'Expect Us' focuses on four online communities - Anonymous (4chan.org), The Pirate Bay, World of Warcraft, and the IGN.com posting boards. In all of these members engaged deeply with political issues in a range of ways. However, only two of the communities mobilised politically. If political behaviour occurred on all four communities, why did only two of these sites foster political mobilisation among their participants? Using ethnographic methods, Beyer argues that key structural features about the birthplaces of the four communities shaped the type of political behaviour that emerged from each.
Many of the conversations about international cybersecurity have remained siloed in specific disciplines and professional cultures. As such, there is disagreement among academics and practitioners about how to define basic terms, such as "cybersecurity," and arguments about what should "count" as part of cybersecurity. Because people's perspectives on cybersecurity are often defined by where they "sit" professionally, practitioners and scholars are sometimes unaware that they do not share a conceptual universe. For instance, many separate international internet governance debates from conversations around global cybersecurity norms, although many of the same cleavages and barriers to agreements occur in both domains. Others consider censorship to be unrelated to cybersecurity, although espionage via hacking uses many of the same tools as the domestic surveillance that goes hand in hand with censorship. Still others do or do not incorporate considerations of internet infrastructure into conversations about conflict in spite of concerns about the security of undersea cables to most global powers. The three books under review—James Shires's The Politics of Cybersecurity in the Middle East, Florian Egloff's Semi-State Actors in Cybersecurity, and Kieron O'Hara and Wendy Hall's Four Internets: Data, Geopolitics, and the Governance of Cyberspace—all help us understand how to think about this landscape. Each untangles some of these disconnects by making assumptions transparent, articulating places of overlap, unpacking terminology and categories, and offering paths forward for scholars.
Volume 37 explores the question, what can the emerging discipline of intersectionality studies contribute to our quest to understand and analyze social movements, conflict and change? This collection is part of a continued broadening and deepening of the theoretical contributions of intersectional analysis in understanding social structures and human practices. It lends analytical eye to questions of how race, class, and gender shape strategy and experience in social change processes. It also stretches to include thinking about how analysis of age, religion, or sexual identity can influence the model. The papers contribute to our growing understanding of ways to use the social power analysis unique to the intersectional lens to offer new perspectives on well-researched questions such as group identity development in conflict, coalition organizing, and movement resonance. Through the intersectional lens questions often ignored and populations traditionally marginalized become the heart of the analysis. Additionally, the volume also considers how surveillance and information sharing shape the complex relationship between democratic freedoms and hegemonic governmental systems.
With the end of the Cold War, the neutral countries of Austria, Finland, Ireland and Sweden have grappled with the question of what their neutrality means in relation to membership in the European Union's (EU) Common Security and Defence Policy (CSDP) and the North Atlantic Treaty Organization's (NATO) Partnership for Peace (PfP). The concept of neutrality has continued to inform the foreign and security policies of these four neutral EU members to varying degrees, but what explains these 'varieties of neutrality' and what does neutrality mean in relation to membership in the EU's CSDP and NATO's PfP? In this article, the primary focus is on neutrality as a norm. Understanding neutrality as a norm helps clarify how neutrality becomes embedded in national identity, what it shows about the interactions between domestic belief systems and international security conditions over time, and how the definition of a norm can be revised to allow for desired policy choices. To this end, the article asserts that there are four interrelated factors key to explaining how and why each state modified its interpretation of neutrality vis-à-vis international military institutions such as NATO, and the CSDP: the reason for and timing of institutionalizing neutrality (coerced or voluntary), the form of institutionalization ( de jure or de facto), political elite opinion and public opinion/belief.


#### [What needs to be done]
Using the records below, filter for lines that contain the string "tail" and copy them out.

┌────────

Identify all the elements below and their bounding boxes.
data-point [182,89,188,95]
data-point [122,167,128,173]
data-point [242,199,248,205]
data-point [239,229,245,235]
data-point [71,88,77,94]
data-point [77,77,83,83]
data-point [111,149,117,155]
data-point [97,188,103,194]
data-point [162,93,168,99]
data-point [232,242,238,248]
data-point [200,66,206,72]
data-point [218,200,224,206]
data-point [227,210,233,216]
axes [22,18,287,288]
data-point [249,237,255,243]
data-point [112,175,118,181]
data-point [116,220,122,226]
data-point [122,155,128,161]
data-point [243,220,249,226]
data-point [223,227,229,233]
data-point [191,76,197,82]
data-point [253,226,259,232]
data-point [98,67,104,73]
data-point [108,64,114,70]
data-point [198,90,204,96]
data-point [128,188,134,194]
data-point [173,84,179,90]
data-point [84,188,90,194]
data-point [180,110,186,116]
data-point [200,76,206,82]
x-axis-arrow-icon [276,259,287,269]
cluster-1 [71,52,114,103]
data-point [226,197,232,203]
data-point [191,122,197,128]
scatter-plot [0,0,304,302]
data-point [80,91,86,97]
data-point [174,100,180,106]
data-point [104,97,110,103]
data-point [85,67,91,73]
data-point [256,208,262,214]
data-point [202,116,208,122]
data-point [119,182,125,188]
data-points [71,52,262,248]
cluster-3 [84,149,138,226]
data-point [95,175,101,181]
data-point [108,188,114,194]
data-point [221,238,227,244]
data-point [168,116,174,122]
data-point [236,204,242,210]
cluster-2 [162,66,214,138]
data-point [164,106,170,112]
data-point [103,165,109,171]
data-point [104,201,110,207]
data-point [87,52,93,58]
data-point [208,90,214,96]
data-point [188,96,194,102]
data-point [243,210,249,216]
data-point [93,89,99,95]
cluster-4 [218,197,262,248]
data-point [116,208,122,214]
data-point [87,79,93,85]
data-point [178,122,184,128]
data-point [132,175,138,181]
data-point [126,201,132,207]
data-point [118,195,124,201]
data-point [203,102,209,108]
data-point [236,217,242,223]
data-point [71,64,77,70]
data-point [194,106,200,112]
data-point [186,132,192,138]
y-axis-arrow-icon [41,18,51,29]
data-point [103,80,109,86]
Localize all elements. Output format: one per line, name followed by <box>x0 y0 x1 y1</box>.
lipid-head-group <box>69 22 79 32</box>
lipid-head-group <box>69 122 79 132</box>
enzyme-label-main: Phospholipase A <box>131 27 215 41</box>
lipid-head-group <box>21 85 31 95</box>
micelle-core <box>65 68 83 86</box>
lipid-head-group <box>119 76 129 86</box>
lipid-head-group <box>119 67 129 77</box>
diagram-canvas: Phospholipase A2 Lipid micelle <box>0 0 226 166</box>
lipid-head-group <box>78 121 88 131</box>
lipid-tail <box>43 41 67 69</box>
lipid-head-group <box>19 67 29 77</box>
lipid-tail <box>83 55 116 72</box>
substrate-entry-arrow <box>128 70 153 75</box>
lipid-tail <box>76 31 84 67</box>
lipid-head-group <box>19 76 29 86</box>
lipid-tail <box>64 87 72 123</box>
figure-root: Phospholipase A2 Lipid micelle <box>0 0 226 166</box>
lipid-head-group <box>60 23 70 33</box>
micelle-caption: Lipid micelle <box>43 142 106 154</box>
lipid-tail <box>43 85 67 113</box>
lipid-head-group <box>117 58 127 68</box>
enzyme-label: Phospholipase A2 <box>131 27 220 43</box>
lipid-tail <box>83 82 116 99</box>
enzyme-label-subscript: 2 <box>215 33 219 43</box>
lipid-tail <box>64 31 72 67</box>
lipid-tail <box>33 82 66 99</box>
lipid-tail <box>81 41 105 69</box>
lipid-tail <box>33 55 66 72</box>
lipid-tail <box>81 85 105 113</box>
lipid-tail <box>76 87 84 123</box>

└────────
┌────────

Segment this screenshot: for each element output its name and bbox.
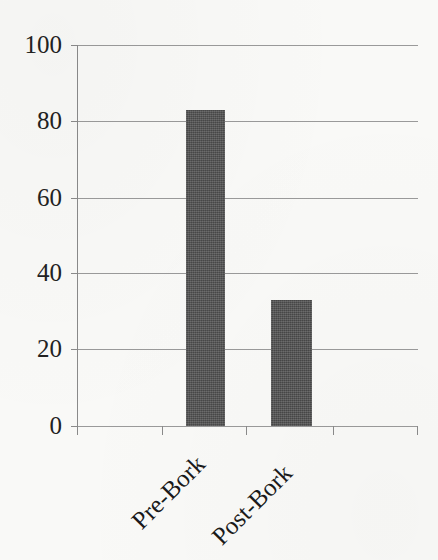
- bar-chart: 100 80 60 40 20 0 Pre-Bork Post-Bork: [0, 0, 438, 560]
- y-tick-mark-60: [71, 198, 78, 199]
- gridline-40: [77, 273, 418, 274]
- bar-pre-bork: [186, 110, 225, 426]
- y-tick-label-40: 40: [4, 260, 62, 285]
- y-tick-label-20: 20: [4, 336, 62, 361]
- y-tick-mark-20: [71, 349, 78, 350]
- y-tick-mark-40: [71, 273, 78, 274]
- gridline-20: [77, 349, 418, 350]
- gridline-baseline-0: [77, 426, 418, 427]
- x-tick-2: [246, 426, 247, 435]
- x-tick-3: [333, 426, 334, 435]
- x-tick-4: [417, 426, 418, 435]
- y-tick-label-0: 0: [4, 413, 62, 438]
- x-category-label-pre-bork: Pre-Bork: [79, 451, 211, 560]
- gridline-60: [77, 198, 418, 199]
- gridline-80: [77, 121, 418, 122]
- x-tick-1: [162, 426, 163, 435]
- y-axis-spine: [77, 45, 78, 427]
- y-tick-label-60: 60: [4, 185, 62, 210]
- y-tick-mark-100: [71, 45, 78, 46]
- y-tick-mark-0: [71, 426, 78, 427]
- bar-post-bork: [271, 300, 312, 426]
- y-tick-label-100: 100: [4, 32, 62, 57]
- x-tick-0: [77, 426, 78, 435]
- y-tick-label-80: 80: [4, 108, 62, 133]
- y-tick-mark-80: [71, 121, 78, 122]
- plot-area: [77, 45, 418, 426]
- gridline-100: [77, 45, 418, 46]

└────────

#### [Output of the task]
lipid-tail <box>43 41 67 69</box>
lipid-tail <box>83 55 116 72</box>
lipid-tail <box>76 31 84 67</box>
lipid-tail <box>64 87 72 123</box>
lipid-tail <box>43 85 67 113</box>
lipid-tail <box>83 82 116 99</box>
lipid-tail <box>64 31 72 67</box>
lipid-tail <box>33 82 66 99</box>
lipid-tail <box>81 41 105 69</box>
lipid-tail <box>33 55 66 72</box>
lipid-tail <box>81 85 105 113</box>
lipid-tail <box>76 87 84 123</box>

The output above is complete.